You see a setup. You get excited. You go "all in" because you want to double your account in one trade. Then the market moves 2% against you, and you lose 50% of your capital. Game over.

This calculator fixes that. It tells you exactly how many shares (or contracts) to buy so that if your stop loss hits, you only lose a specific, predefined amount (usually 1% or 2%).

The "1% Rule" of Survival

Professional traders rarely risk more than 1% of their total account on a single trade. Why? Because of Drawdowns.

  • If you risk 10% per trade and lose 5 times in a row (which happens!), you have lost 41% of your account. You now need to make ~70% profit just to break even.
  • If you risk 1% per trade and lose 5 times in a row, you are down 5%. You can make that back in one or two good trades.

How to Use This Tool

  1. Account Balance: Enter your total trading capital.
  2. Risk %: How much of your account are you willing to lose on this ONE trade? (Recommended: 1-2%).
  3. Entry Price: The price you are buying at.
  4. Stop Loss: The price where you admit you were wrong and sell.

The tool calculates the Risk Per Share (Entry - Stop Loss) and divides your Total Risk Amount by that number to give you the exact quantity to buy.

Common Questions

What if the quantity is too small?

If the calculator says "Buy 5 shares" and you wanted to buy 100, it means your Stop Loss is too wide for your account size. You either need to tighten your stop (risky) or accept that this trade doesn't fit your risk management rules.

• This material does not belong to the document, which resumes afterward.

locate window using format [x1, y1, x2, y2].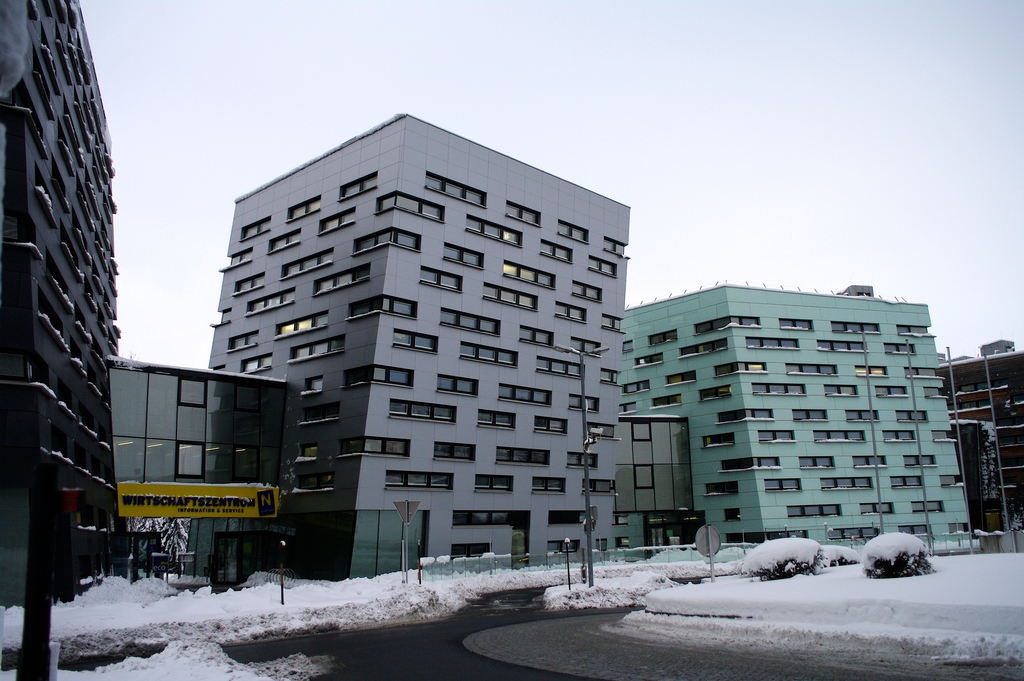
[476, 472, 516, 496].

Does this work for Options/Futures?

Yes, but you need to be careful. For options, use the premium price for Entry and SL, not the stock price. For futures, remember to account for leverage and lot sizes.

Why is "Capital Required" higher than my balance?

This happens if your Stop Loss is very tight. The math says you can buy a huge number of shares while keeping risk low, but you might not have enough cash to actually buy them. In this case, you are limited by your buying power (margin), not your risk.